Little contour people. Drawn with black lines. Have human and animal characteristics but are unrecognizable as anything familiar.

Whole Foods in West Englewood announces closure

In October 2021, an Aldi grocery store in West Garfield Park closed, leaving the disinvested neighborhood without access to fresh food and exemplifying a situation that activists call “food apartheid.” Four months later, city council debated buying that lot in order to reserve it for a future grocer with a vested interest in the community. I spoke with Alderman Lopez of the 15th Ward after that meeting, and he told me that he opposed the purchase without an end user. “It took eight years to get the Whole Foods in Englewood,” he said. Eight years.

Last week, that West Englewood Whole Foods announced its plans to close in the next few months.

The Whole Foods opened in 2016 as an anchor of a new strip mall known as Englewood Square.

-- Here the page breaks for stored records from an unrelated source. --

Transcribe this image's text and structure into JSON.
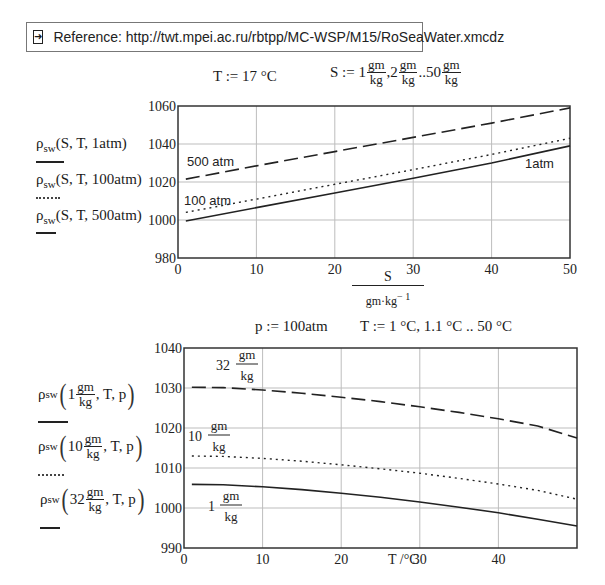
{
  "reference": {
    "icon": "arrow-right-boxed-icon",
    "text": "Reference: http://twt.mpei.ac.ru/rbtpp/MC-WSP/M15/RoSeaWater.xmcdz"
  },
  "top_definitions": {
    "T_def": "T :=  17 °C",
    "S_def_prefix": "S :=  1",
    "S_def_mid1": ",2",
    "S_def_mid2": "..50",
    "unit_num": "gm",
    "unit_den": "kg"
  },
  "top_legend": [
    {
      "func": "ρ",
      "sub": "sw",
      "args": "(S, T, 1atm)",
      "style": "solid"
    },
    {
      "func": "ρ",
      "sub": "sw",
      "args": "(S, T, 100atm)",
      "style": "dotted"
    },
    {
      "func": "ρ",
      "sub": "sw",
      "args": "(S, T, 500atm)",
      "style": "dashed"
    }
  ],
  "top_xlabel": {
    "num": "S",
    "den": "gm·kg",
    "exp": "− 1"
  },
  "bottom_definitions": {
    "p_def": "p :=  100atm",
    "T_def": "T :=  1 °C, 1.1 °C .. 50 °C"
  },
  "bottom_legend": [
    {
      "func": "ρ",
      "sub": "sw",
      "value": "1",
      "num": "gm",
      "den": "kg",
      "tail": ", T, p",
      "style": "solid"
    },
    {
      "func": "ρ",
      "sub": "sw",
      "value": "10",
      "num": "gm",
      "den": "kg",
      "tail": ", T, p",
      "style": "dotted"
    },
    {
      "func": "ρ",
      "sub": "sw",
      "value": "32",
      "num": "gm",
      "den": "kg",
      "tail": ", T, p",
      "style": "dashed"
    }
  ],
  "bottom_xlabel": "T /°C",
  "chart_data": [
    {
      "type": "line",
      "title": "",
      "xlabel": "S / (gm·kg^-1)",
      "ylabel": "ρsw(S,T,p)",
      "xlim": [
        0,
        50
      ],
      "ylim": [
        980,
        1060
      ],
      "xticks": [
        0,
        10,
        20,
        30,
        40,
        50
      ],
      "yticks": [
        980,
        1000,
        1020,
        1040,
        1060
      ],
      "grid": true,
      "x": [
        1,
        10,
        20,
        30,
        40,
        50
      ],
      "series": [
        {
          "name": "ρsw(S, T, 1atm)",
          "label": "1atm",
          "style": "solid",
          "values": [
            999.5,
            1006.5,
            1014.2,
            1022.0,
            1030.0,
            1039.0
          ]
        },
        {
          "name": "ρsw(S, T, 100atm)",
          "label": "100 atm",
          "style": "dotted",
          "values": [
            1004.0,
            1011.0,
            1018.8,
            1026.5,
            1034.5,
            1043.0
          ]
        },
        {
          "name": "ρsw(S, T, 500atm)",
          "label": "500 atm",
          "style": "dashed",
          "values": [
            1021.5,
            1028.5,
            1036.0,
            1043.5,
            1051.0,
            1059.0
          ]
        }
      ],
      "annotations": [
        "500 atm",
        "100 atm",
        "1atm"
      ]
    },
    {
      "type": "line",
      "title": "",
      "xlabel": "T /°C",
      "ylabel": "ρsw(S,T,p)",
      "xlim": [
        0,
        50
      ],
      "ylim": [
        990,
        1040
      ],
      "xticks": [
        0,
        10,
        20,
        30,
        40
      ],
      "yticks": [
        990,
        1000,
        1010,
        1020,
        1030,
        1040
      ],
      "grid": true,
      "x": [
        1,
        5,
        10,
        15,
        20,
        25,
        30,
        35,
        40,
        45,
        50
      ],
      "series": [
        {
          "name": "ρsw(1 gm/kg, T, p)",
          "label": "1 gm/kg",
          "style": "solid",
          "values": [
            1005.9,
            1005.8,
            1005.3,
            1004.6,
            1003.7,
            1002.7,
            1001.5,
            1000.2,
            998.8,
            997.2,
            995.5
          ]
        },
        {
          "name": "ρsw(10 gm/kg, T, p)",
          "label": "10 gm/kg",
          "style": "dotted",
          "values": [
            1013.0,
            1012.9,
            1012.4,
            1011.7,
            1010.8,
            1009.8,
            1008.7,
            1007.4,
            1006.0,
            1004.4,
            1002.2
          ]
        },
        {
          "name": "ρsw(32 gm/kg, T, p)",
          "label": "32 gm/kg",
          "style": "dashed",
          "values": [
            1030.2,
            1030.1,
            1029.5,
            1028.7,
            1027.7,
            1026.6,
            1025.3,
            1023.9,
            1022.3,
            1020.5,
            1017.5
          ]
        }
      ],
      "annotations": [
        "32 gm/kg",
        "10 gm/kg",
        "1 gm/kg"
      ]
    }
  ]
}
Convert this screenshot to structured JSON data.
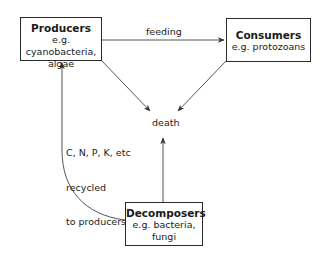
{
  "diagram": {
    "nodes": {
      "producers": {
        "title": "Producers",
        "lines": [
          "e.g. cyanobacteria,",
          "algae"
        ]
      },
      "consumers": {
        "title": "Consumers",
        "lines": [
          "e.g. protozoans"
        ]
      },
      "decomposers": {
        "title": "Decomposers",
        "lines": [
          "e.g. bacteria,",
          "fungi"
        ]
      },
      "death": {
        "label": "death"
      }
    },
    "edges": [
      {
        "from": "producers",
        "to": "consumers",
        "label": "feeding"
      },
      {
        "from": "producers",
        "to": "death",
        "label": ""
      },
      {
        "from": "consumers",
        "to": "death",
        "label": ""
      },
      {
        "from": "decomposers",
        "to": "death",
        "label": ""
      },
      {
        "from": "decomposers",
        "to": "producers",
        "label": "C, N, P, K, etc\nrecycled\nto producers"
      }
    ],
    "recycle_label": [
      "C, N, P, K, etc",
      "recycled",
      "to producers"
    ],
    "feeding_label": "feeding",
    "colors": {
      "line": "#555555",
      "box_border": "#2a2a2a",
      "text": "#1a1a1a",
      "background": "#ffffff"
    }
  }
}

According to WBEZ Chicago, the store’s anomalous location (in a majority Black neighborhood with high poverty rates) “was part of a nationwide corporate strategy to bring healthy food to under-served areas.” It’s also worth mentioning that the company bought the lot for one dollar, and received a $10 million incentive from the city to prepare the land.

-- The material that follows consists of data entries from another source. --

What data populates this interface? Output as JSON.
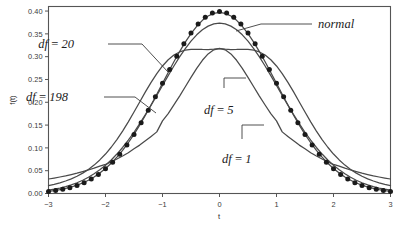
{
  "chart_data": {
    "type": "line",
    "title": "",
    "xlabel": "t",
    "ylabel": "f(t)",
    "xlim": [
      -3,
      3
    ],
    "ylim": [
      0,
      0.41
    ],
    "grid": false,
    "legend_position": "inline-annotations",
    "xticks": [
      "−3",
      "−2",
      "−1",
      "0",
      "1",
      "2",
      "3"
    ],
    "xtick_values": [
      -3,
      -2,
      -1,
      0,
      1,
      2,
      3
    ],
    "yticks": [
      "0.00",
      "0.05",
      "0.10",
      "0.15",
      "0.20",
      "0.25",
      "0.30",
      "0.35",
      "0.40"
    ],
    "ytick_values": [
      0.0,
      0.05,
      0.1,
      0.15,
      0.2,
      0.25,
      0.3,
      0.35,
      0.4
    ],
    "annotations": [
      {
        "text": "normal",
        "series": "normal"
      },
      {
        "text": "df = 20",
        "series": "df20"
      },
      {
        "text": "df = 198",
        "series": "df198"
      },
      {
        "text": "df = 5",
        "series": "df5"
      },
      {
        "text": "df = 1",
        "series": "df1"
      }
    ],
    "x": [
      -3.0,
      -2.9,
      -2.8,
      -2.7,
      -2.6,
      -2.5,
      -2.4,
      -2.3,
      -2.2,
      -2.1,
      -2.0,
      -1.9,
      -1.8,
      -1.7,
      -1.6,
      -1.5,
      -1.4,
      -1.3,
      -1.2,
      -1.1,
      -1.0,
      -0.9,
      -0.8,
      -0.7,
      -0.6,
      -0.5,
      -0.4,
      -0.3,
      -0.2,
      -0.1,
      0.0,
      0.1,
      0.2,
      0.3,
      0.4,
      0.5,
      0.6,
      0.7,
      0.8,
      0.9,
      1.0,
      1.1,
      1.2,
      1.3,
      1.4,
      1.5,
      1.6,
      1.7,
      1.8,
      1.9,
      2.0,
      2.1,
      2.2,
      2.3,
      2.4,
      2.5,
      2.6,
      2.7,
      2.8,
      2.9,
      3.0
    ],
    "series": [
      {
        "name": "normal",
        "style": "markers",
        "peak": 0.3989,
        "values": [
          0.0044,
          0.006,
          0.0079,
          0.0104,
          0.0136,
          0.0175,
          0.0224,
          0.0283,
          0.0355,
          0.044,
          0.054,
          0.0656,
          0.079,
          0.094,
          0.1109,
          0.1295,
          0.1497,
          0.1714,
          0.1942,
          0.2179,
          0.242,
          0.2661,
          0.2897,
          0.3123,
          0.3332,
          0.352,
          0.3683,
          0.3814,
          0.391,
          0.397,
          0.3989,
          0.397,
          0.391,
          0.3814,
          0.3683,
          0.352,
          0.3332,
          0.3123,
          0.2897,
          0.2661,
          0.242,
          0.2179,
          0.1942,
          0.1714,
          0.1497,
          0.1295,
          0.1109,
          0.094,
          0.079,
          0.0656,
          0.054,
          0.044,
          0.0355,
          0.0283,
          0.0224,
          0.0175,
          0.0136,
          0.0104,
          0.0079,
          0.006,
          0.0044
        ]
      },
      {
        "name": "df198",
        "style": "line",
        "peak": 0.3974,
        "values": [
          0.0048,
          0.0064,
          0.0084,
          0.011,
          0.0142,
          0.0182,
          0.0231,
          0.029,
          0.0362,
          0.0447,
          0.0547,
          0.0663,
          0.0796,
          0.0945,
          0.1113,
          0.1298,
          0.1499,
          0.1715,
          0.1941,
          0.2176,
          0.2415,
          0.2654,
          0.2888,
          0.3112,
          0.3319,
          0.3505,
          0.3666,
          0.3796,
          0.3891,
          0.395,
          0.3969,
          0.395,
          0.3891,
          0.3796,
          0.3666,
          0.3505,
          0.3319,
          0.3112,
          0.2888,
          0.2654,
          0.2415,
          0.2176,
          0.1941,
          0.1715,
          0.1499,
          0.1298,
          0.1113,
          0.0945,
          0.0796,
          0.0663,
          0.0547,
          0.0447,
          0.0362,
          0.029,
          0.0231,
          0.0182,
          0.0142,
          0.011,
          0.0084,
          0.0064,
          0.0048
        ]
      },
      {
        "name": "df20",
        "style": "line",
        "peak": 0.394,
        "values": [
          0.0073,
          0.0094,
          0.012,
          0.0152,
          0.019,
          0.0236,
          0.0291,
          0.0355,
          0.0431,
          0.0519,
          0.062,
          0.0735,
          0.0865,
          0.1009,
          0.1169,
          0.1343,
          0.1531,
          0.173,
          0.1938,
          0.2152,
          0.2369,
          0.2585,
          0.2795,
          0.2994,
          0.3177,
          0.334,
          0.3479,
          0.359,
          0.367,
          0.3719,
          0.3735,
          0.3719,
          0.367,
          0.359,
          0.3479,
          0.334,
          0.3177,
          0.2994,
          0.2795,
          0.2585,
          0.2369,
          0.2152,
          0.1938,
          0.173,
          0.1531,
          0.1343,
          0.1169,
          0.1009,
          0.0865,
          0.0735,
          0.062,
          0.0519,
          0.0431,
          0.0355,
          0.0291,
          0.0236,
          0.019,
          0.0152,
          0.012,
          0.0094,
          0.0073
        ]
      },
      {
        "name": "df5",
        "style": "line",
        "peak": 0.3796,
        "values": [
          0.0173,
          0.0201,
          0.0234,
          0.0274,
          0.0322,
          0.0379,
          0.0447,
          0.0528,
          0.0623,
          0.0736,
          0.0865,
          0.1014,
          0.1182,
          0.1368,
          0.1571,
          0.1786,
          0.2007,
          0.2227,
          0.2437,
          0.2629,
          0.2796,
          0.2932,
          0.3035,
          0.3104,
          0.3144,
          0.316,
          0.3162,
          0.3158,
          0.3157,
          0.3163,
          0.3178,
          0.3163,
          0.3157,
          0.3158,
          0.3162,
          0.316,
          0.3144,
          0.3104,
          0.3035,
          0.2932,
          0.2796,
          0.2629,
          0.2437,
          0.2227,
          0.2007,
          0.1786,
          0.1571,
          0.1368,
          0.1182,
          0.1014,
          0.0865,
          0.0736,
          0.0623,
          0.0528,
          0.0447,
          0.0379,
          0.0322,
          0.0274,
          0.0234,
          0.0201,
          0.0173
        ]
      },
      {
        "name": "df1",
        "style": "line",
        "peak": 0.3183,
        "values": [
          0.0318,
          0.0339,
          0.0362,
          0.0387,
          0.0415,
          0.0445,
          0.0479,
          0.0516,
          0.0557,
          0.0602,
          0.0637,
          0.0694,
          0.0755,
          0.0822,
          0.0894,
          0.098,
          0.1061,
          0.1155,
          0.1252,
          0.1351,
          0.1592,
          0.1753,
          0.1941,
          0.2136,
          0.2341,
          0.2546,
          0.2744,
          0.2921,
          0.3061,
          0.3151,
          0.3183,
          0.3151,
          0.3061,
          0.2921,
          0.2744,
          0.2546,
          0.2341,
          0.2136,
          0.1941,
          0.1753,
          0.1592,
          0.1351,
          0.1252,
          0.1155,
          0.1061,
          0.098,
          0.0894,
          0.0822,
          0.0755,
          0.0694,
          0.0637,
          0.0602,
          0.0557,
          0.0516,
          0.0479,
          0.0445,
          0.0415,
          0.0387,
          0.0362,
          0.0339,
          0.0318
        ]
      }
    ]
  },
  "axes": {
    "xlabel": "t",
    "ylabel": "f(t)"
  },
  "labels": {
    "normal": "normal",
    "df20": "df = 20",
    "df198": "df = 198",
    "df5": "df = 5",
    "df1": "df = 1"
  },
  "colors": {
    "curve": "#4a4a4a",
    "marker": "#1a1a1a",
    "spine": "#555555",
    "text": "#1c1c1c",
    "background": "#ffffff"
  }
}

The closure felt like “a punch in the stomach,” Michelle Rashad of the not-for-profit Imagine Englewood If… told WBEZ Chicago. She quickly added that “one institution isn’t going to change the community overnight” and “there’s opportunities for other grocers to come into the community.” Remaining hopeful while mourning the loss of another neighborhood institution is, unfortunately, on par for the community. 

The same week Whole Foods announced its closure in Englewood, it also announced the opening of a new Chicago location on the Gold Coast.

Eight small figures drawn with wiggly black lines. Stand horizontally next to each other. Not recognizable creatures, but do have characteristics of known animals and humans.

Happy International Compost Week

Buried at the bottom of this week’s Campus Life eNewsletter is a shout out to Food For Thought, the school’s food provider, for being an “Illinois Food Scrap Coalition Silver Level Partner.” According to the Coalition’s website, one earns this partnership by composting either kitchen trimmings during preparation or leftover plate scraps. And by paying a $500 subscription fee. But that annual fee is small potatoes compared to how much we save (the environment!) by not sending potato skins to rot in the landfill.

Tristyn von Berg of WasteNot Compost told City Cast Chicago that a year’s worth of Cook County’s compost would create a pile as high as the United Center. At the moment, the City of Chicago does not offer a public compost system, but private companies like WasteNot Compost and Block Bins, along with neighborhood drop offs like The Plant (Back of the Yards) and El Paseo Community Garden (Pilsen) are picking up the slack, and the slop.

Parker Yamasaki (MANAJ 2023) is the managing editor at F Newsmagazine. She is looking for a sunnier place to sit.